Kevin Wayne Williams wrote:
> Declan Murphy wrote:
> 
>>Ryan Ginstrom wrote:
>>
>>>"Declan Murphy" <declan_murphy@hotmail.com> wrote in message
>>>news:4133F428.30000@hotmail.com...
>>>
>>>>Problem for me is defining 犯罪を理由とする処分を受けたこと - I was
>>>>intending to translate it "Have you been convicted of a criminal
>>>>offence", but am worried that some applicants will interpret that as
>>>>including speeding/parking fines etc. Being arrested, questioned,
>>>>cautioned etc apparently wouldn't be an issue.
>>>>
>>>>So what is a criminal record in whichever country you come from?
>>>
>>>At the risk of bringing down the wrath of the lawyers and law-school
>>>graduates amongst us, I would say that in order to have a criminal record
>>>one must be convicted by a court. So fines/warnings/jail-cell beatings would
>>>not count.
>>
>>I would have assumed fines would count, and that warnings etc wouldn't
>>under whatever definition is used. Cue the Kevins.
> 
> You are talking about Japanese law, so you need a Japanese lawyer. I
> think you are on right track. Certainly, if you were only warned, it
> wouldn't be a part of your criminal record. Mercy and leniency aren't
> necessarily warnings, though: if you were caught, convicted, and then
> your sentence was vacated/waived/abolished by whatever legal system you
> were under, that would still be a part of your record.

The only two Japanese lawyers I know are an immigration lawyer and one
who works mostly with family law. I'll run things past them before
heading to Immigration and the printers.

At the moment I'm preparing the forms in English, since they need to be
translated into Chinese, German, Japanese, Korean, Portuguese and
Spanish. The last time we made forms in Japanese (2001 or so) the
resulting translations were vague beyond comprehension.

Currently I'm leaning towards using something along the following lines.
Problem is still to ensure that some Swedish guy with a parking fine or
Merkin with a DUI record doesn't write me an email asking "What if..."

***

Have you ever been convicted of a crime in any country, including any
conviction which has subsequently been removed from official police
records through a pardon, amnesty or legal action?

Have you ever been charged with any offence that is currently awaiting
legal action/procedures?

Have you ever been acquitted of any any criminal offence or other
offence on the grounds of mental illness, insanity or unsoundness of mind?

Have you ever been removed or deported from any country (including Japan)?

Have you ever left a country to avoid being removed or deported?

Have you ever been excluded from or asked to leave any country
(including Japan)?

Have you ever overstayed (even by 1 day) a visa issued by any country
(including Japan)?

Have you ever been refused a Japanese visa (either at Embassies or
Consulates outside Japan, or at a Japanese airport)?

Have you ever unlawfully distributed or sold a controlled substance, or
been involved in any activities related to the illegal movement of
people to any country (including Japan)?

Have you ever liked manga, fansubbing, natto, judo, karate, fantasized
about becoming a ninja, played pachinko or professed to actually support
and believe in the Jordan method?

> I'm going to avoid most of the latin, but there are two basic classes of
> crimes: those things that are bad because they are bad (murder, rape,
> larceny, ..), known as mala in se, and those that are bad because the
> law says so (driving on the wrong side of the road, illegal parking,
> using a elephant to plow a corn-field in Tennessee, etc.), known as mala
> prohibidum. For purposes of your form, I would probably not count
> convictions for mala prohibidum as a record. IANAL, and I most certainly
> am not a Japanese lawyer.

I wouldn't be too worried about not being a lawyer, nor a Japanese one
for that matter. My views regarding lawyers are similar to those
regarding doctors/ surgeons/ physicians etc - just a bunch of ex-med
students. I'm not a Latinist either, but shouldn't it be mala prohibi*t*um ?

-- 
"They took you up to midnight Mass and left you in the lurch
So you dropped a button in the plate and spewed up in the church."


:: WHAT TO PRODUCE ::
Return an exact copy of the entries, skipping any picture you find.

[Figure record listings]
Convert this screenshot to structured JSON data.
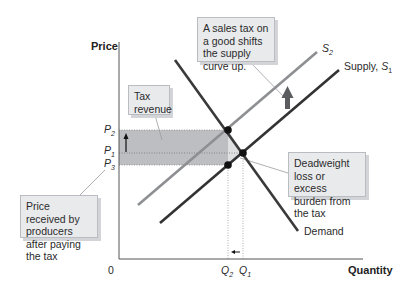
{
  "axes": {
    "y_title": "Price",
    "x_title": "Quantity",
    "origin": "0"
  },
  "price_labels": {
    "p2": "P",
    "p2_sub": "2",
    "p1": "P",
    "p1_sub": "1",
    "p3": "P",
    "p3_sub": "3"
  },
  "quantity_labels": {
    "q2": "Q",
    "q2_sub": "2",
    "q1": "Q",
    "q1_sub": "1"
  },
  "curves": {
    "s2_label": "S",
    "s2_sub": "2",
    "s1_label": "Supply, ",
    "s1_italic": "S",
    "s1_sub": "1",
    "demand_label": "Demand"
  },
  "callouts": {
    "sales_tax": "A sales tax on a good shifts the supply curve up.",
    "tax_revenue": "Tax revenue",
    "deadweight": "Deadweight loss or excess burden from the tax",
    "price_received": "Price received by producers after paying the tax"
  },
  "colors": {
    "demand": "#3a3a3a",
    "supply_s1": "#333333",
    "supply_s2": "#8d8f92",
    "tax_area": "#b8babd",
    "shift_arrow": "#5a5c60"
  }
}
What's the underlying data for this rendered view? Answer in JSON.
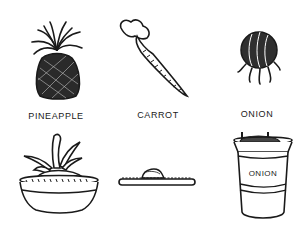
{
  "figure": {
    "top_row": [
      {
        "id": "pineapple",
        "label": "PINEAPPLE",
        "icon": "pineapple-icon"
      },
      {
        "id": "carrot",
        "label": "CARROT",
        "icon": "carrot-icon"
      },
      {
        "id": "onion",
        "label": "ONION",
        "icon": "onion-icon"
      }
    ],
    "bottom_row": [
      {
        "id": "pineapple-planted",
        "icon": "potted-pineapple-top-icon"
      },
      {
        "id": "carrot-planted",
        "icon": "carrot-top-in-dish-icon"
      },
      {
        "id": "onion-planted",
        "icon": "onion-in-cup-icon",
        "cup_label": "ONION"
      }
    ]
  },
  "colors": {
    "ink": "#1a1a1a",
    "background": "#ffffff"
  }
}
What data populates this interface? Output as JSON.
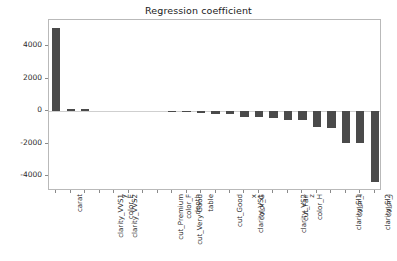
{
  "chart_data": {
    "type": "bar",
    "title": "Regression coefficient",
    "xlabel": "",
    "ylabel": "",
    "grid": false,
    "legend": null,
    "ylim": [
      -4900,
      5600
    ],
    "yticks": [
      4000,
      2000,
      0,
      -2000,
      -4000
    ],
    "ytick_labels": [
      "4000",
      "2000",
      "0",
      "-2000",
      "-4000"
    ],
    "bar_color": "#4a4a4a",
    "orientation": "vertical",
    "categories": [
      "carat",
      "clarity_VVS1",
      "clarity_VVS2",
      "color_E",
      "y",
      "cut_Premium",
      "cut_Very Good",
      "color_F",
      "depth",
      "table",
      "cut_Good",
      "clarity_VS1",
      "color_G",
      "x",
      "clarity_VS2",
      "cut_Fair",
      "color_H",
      "z",
      "clarity_SI1",
      "color_I",
      "clarity_SI2",
      "color_J",
      "clarity_I1"
    ],
    "values": [
      5130,
      110,
      105,
      0,
      0,
      0,
      0,
      0,
      -20,
      -60,
      -110,
      -150,
      -170,
      -330,
      -350,
      -390,
      -520,
      -560,
      -970,
      -1020,
      -1980,
      -1980,
      -4350
    ]
  }
}
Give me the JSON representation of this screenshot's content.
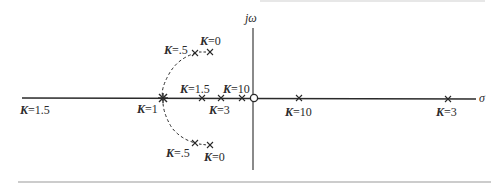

:: RESULT OF THIS EXERCISE ::
Convert this screenshot to structured JSON data.
{
  "axes": {
    "y_title": "Price",
    "x_title": "Quantity",
    "origin": "0"
  },
  "price_labels": {
    "p2": "P",
    "p2_sub": "2",
    "p1": "P",
    "p1_sub": "1",
    "p3": "P",
    "p3_sub": "3"
  },
  "quantity_labels": {
    "q2": "Q",
    "q2_sub": "2",
    "q1": "Q",
    "q1_sub": "1"
  },
  "curves": {
    "s2_label": "S",
    "s2_sub": "2",
    "s1_label": "Supply, ",
    "s1_italic": "S",
    "s1_sub": "1",
    "demand_label": "Demand"
  },
  "callouts": {
    "sales_tax": "A sales tax on a good shifts the supply curve up.",
    "tax_revenue": "Tax revenue",
    "deadweight": "Deadweight loss or excess burden from the tax",
    "price_received": "Price received by producers after paying the tax"
  },
  "colors": {
    "demand": "#3a3a3a",
    "supply_s1": "#333333",
    "supply_s2": "#8d8f92",
    "tax_area": "#b8babd",
    "shift_arrow": "#5a5c60"
  }
}
What's the underlying data for this rendered view? Answer in JSON.
{
  "figure": {
    "top_row": [
      {
        "id": "pineapple",
        "label": "PINEAPPLE",
        "icon": "pineapple-icon"
      },
      {
        "id": "carrot",
        "label": "CARROT",
        "icon": "carrot-icon"
      },
      {
        "id": "onion",
        "label": "ONION",
        "icon": "onion-icon"
      }
    ],
    "bottom_row": [
      {
        "id": "pineapple-planted",
        "icon": "potted-pineapple-top-icon"
      },
      {
        "id": "carrot-planted",
        "icon": "carrot-top-in-dish-icon"
      },
      {
        "id": "onion-planted",
        "icon": "onion-in-cup-icon",
        "cup_label": "ONION"
      }
    ]
  },
  "colors": {
    "ink": "#1a1a1a",
    "background": "#ffffff"
  }
}
What data populates this interface? Output as JSON.
{
  "chart_data": {
    "type": "bar",
    "title": "Regression coefficient",
    "xlabel": "",
    "ylabel": "",
    "grid": false,
    "legend": null,
    "ylim": [
      -4900,
      5600
    ],
    "yticks": [
      4000,
      2000,
      0,
      -2000,
      -4000
    ],
    "ytick_labels": [
      "4000",
      "2000",
      "0",
      "-2000",
      "-4000"
    ],
    "bar_color": "#4a4a4a",
    "orientation": "vertical",
    "categories": [
      "carat",
      "clarity_VVS1",
      "clarity_VVS2",
      "color_E",
      "y",
      "cut_Premium",
      "cut_Very Good",
      "color_F",
      "depth",
      "table",
      "cut_Good",
      "clarity_VS1",
      "color_G",
      "x",
      "clarity_VS2",
      "cut_Fair",
      "color_H",
      "z",
      "clarity_SI1",
      "color_I",
      "clarity_SI2",
      "color_J",
      "clarity_I1"
    ],
    "values": [
      5130,
      110,
      105,
      0,
      0,
      0,
      0,
      0,
      -20,
      -60,
      -110,
      -150,
      -170,
      -330,
      -350,
      -390,
      -520,
      -560,
      -970,
      -1020,
      -1980,
      -1980,
      -4350
    ]
  }
}
Give me the JSON representation of this screenshot's content.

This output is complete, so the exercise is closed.